The Georgia Bulletin

Sun, Sep 7, 2008


What I Have Seen and Heard - Archbishop Gregory's Weekly Column

Print Issue: September 1, 1988

25th Jubilee Celebrated With OLA, Dublin Families

By Rita McInerney

This spring and summer have been seasons of celebration for Father Joseph P. Caffrey, SM, as he shared the joy of 25 years in the priesthood with his families; the congregation at Our Lady of the Assumption in Atlanta and his natural family in Ireland.

The parish celebrated the pastor's silver anniversary at a Mass and reception on Sunday, April 24. His five brothers and three sisters came from Ireland to share the occasion with him.

The celebration in Ireland July 14 was shared with his brother, Frank, who was ordained a Holy Ghost Father in 1963, the same year Father Caffrey was ordained a Marist priest. Father Frank teaches at St. Mary's College in Nairobi, Kenya. There is a third priest among the six Caffrey brothers, Seamus, also a Marist, who teaches at Chanel College in Dublin.

The Atlanta priest became OLA pastor in January of this year, succeeding Father Edward J. Murray, SM. He was assigned to the parish in July, 1986, after 19 years at Marist School and a year-long sabbatical. At Marist he was, at various times, dean of students, teacher of religion, math and journalism.

He was a professed Marist in his third year of theology when the Irish province of the Society of Mary had a request from the Washington province for "some assistance."

"Several of us came over in 1962," he said. "I went to Catholic University and Marist College and was ordained in 1963." He spent two years in Cleveland, Ohio, before being assigned to Marist.

Switching from the academic to pastoral role wasn't a big adjustment, he said. He found the principal difference to be the unstructured nature of parish work. "In school you're going constantly from 8 to 3 every day, and several evenings. It's predictable. In a parish the intensity is not as constant. The schedule is not as predictable. Consequently the hours are longer. The areas you have to concern yourself with are all over the place."

The red-haired Marist priest can't compare parish life here and in Ireland. "I've been longer in this country," he replied with a trace of impatience when asked the question.

"I was 21 when I left Ireland. What qualifies one as Irish? ... All my priestly experience is here. I don't care for it when people emphasize my Irishness. Most of the Irish priests here in Atlanta are very sensible. The have adopted Atlanta as their home and just happen to vacation every year or so in Ireland. He was not especially pious while growing up in Dublin. "Most of the better priests I know were not." He didn't know the Marists existed until he was 17. Now, 25 years a priest, he speaks of a vocation as "the choice one makes. Everybody is invited to make it by God and the Church ... Some kind of go along with it," he said.

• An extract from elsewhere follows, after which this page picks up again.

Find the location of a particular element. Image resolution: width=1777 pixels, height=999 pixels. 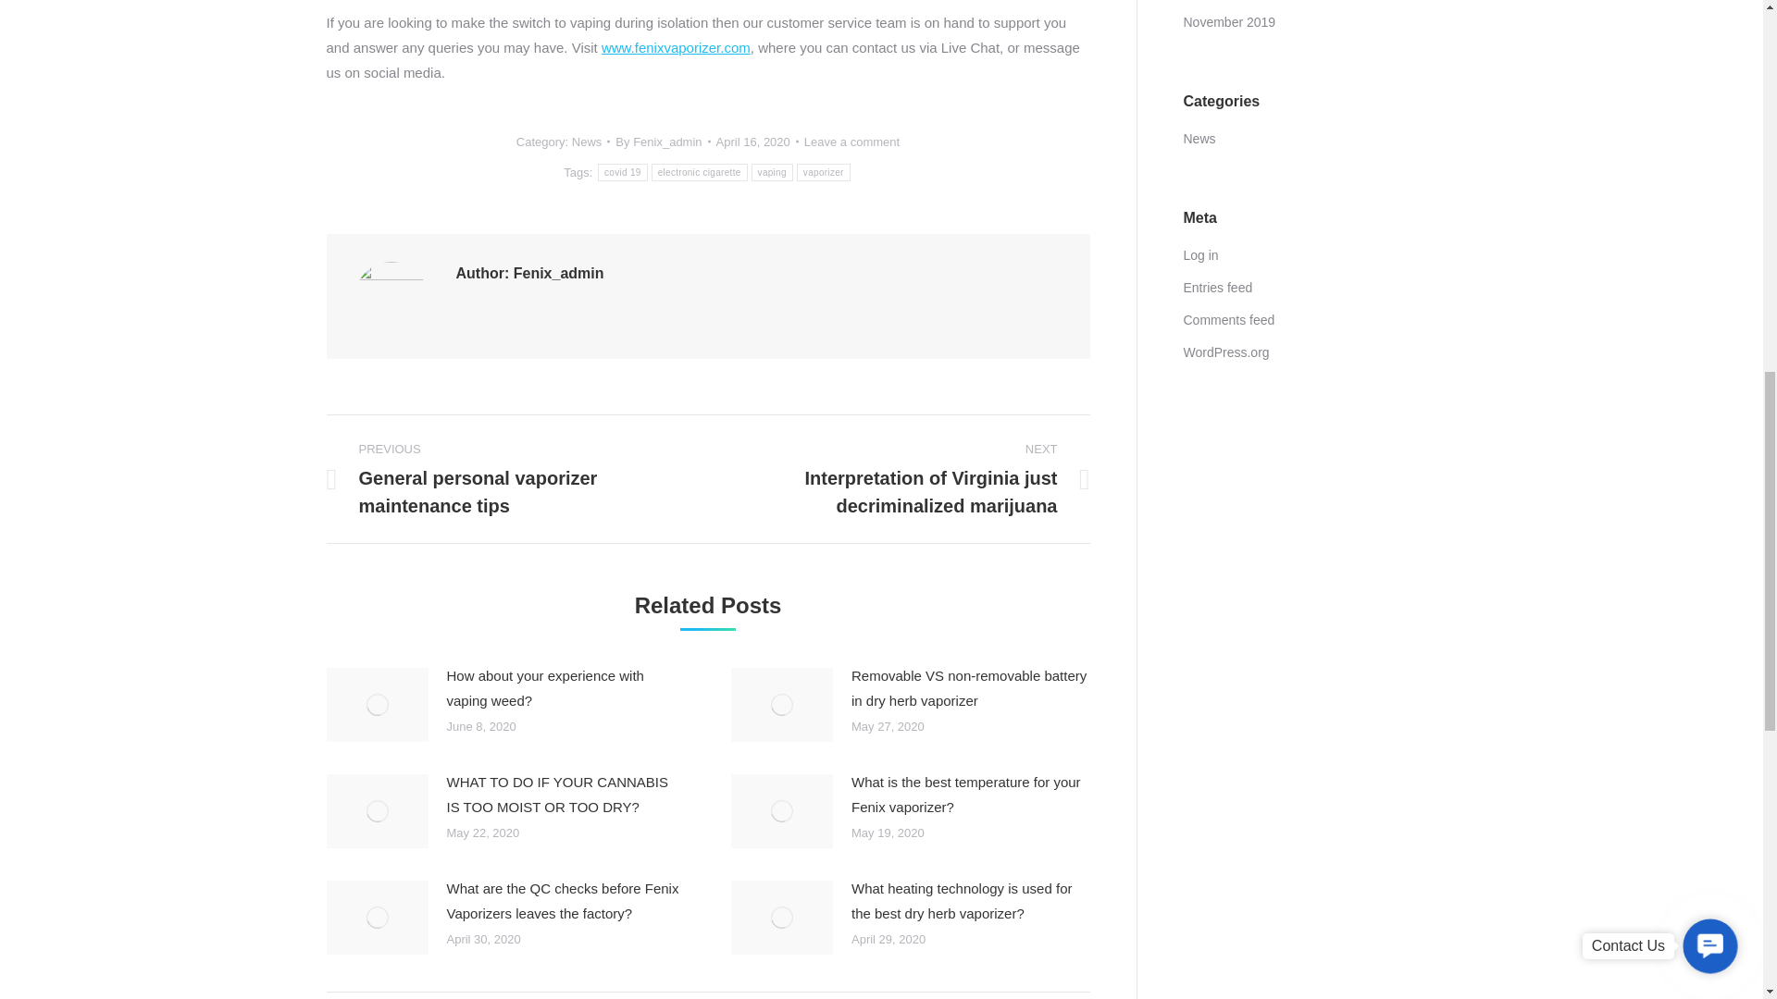

April 16, 2020 is located at coordinates (757, 142).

Father Caffrey doesn't subscribe to conventional views on vocations and the post-Vatican-II church.

"I don't believe you have an interior voice" revealing a vocation, he believes. "It is not obligatory demand."

"I try to emphasize the fact that every Christian is called to discipleship," he said of his focus on vocations. "It is these particular gifts that prompt the church -- the people of God -- to call them to ordained discipleship or vowed discipleship in community."

"When people recognize that somebody has these gifts, then it is up to the people to issue the call ... God's invitation is there for everyone.

The suitability of the person "can be seen clearly by the call of the people, whether expressed by priest, sister, family or friends speaking to them," he said.

But always, he said, the individual has the freedom to make the choice. And "if they don't it doesn't mean they are not going to fulfill, to get the fullness of Christian life. They still get it either single or married. It is a free choice, no pressure."

As for the Church since Vatican II he finds that "people make a lot of the differences and not of the similarities. We didn't come into it unprepared. The changes since Vatican II have been developments, growth -- not changes."

"We were Gospel-based then, we are Gospel-based now. Priests were ordained to serve then, although some may not think so. Priests are still ordained to serve."

"What we have now is greater freedom and probably a deeper understanding of reality of life, and what a person is."

Too often people felt the Church was going away from them, he added. "A lot of people feel the Mass has changed so much. The Mass is their essential connection. What's lacking is an understanding of development, perhaps a lack of understanding of what the Mass was before Vatican II."

"What they see is vastly different. But if they understood the Mass more fully and what the Church was teaching they would see it was basically the same but in different words ... They would find it easier to adapt, would recognize the Mass was the same, different words."

In a parish such as Our Lady of the Assumption, with 1,067 families registered, a good guide to understanding is the homily at Mass. And Father Caffrey, one parishioner said, "is really addressing the issues on a deeper level. He talks about values, about who we are as loving, caring human beings, not who we are because of the size of our bank account or status in the community."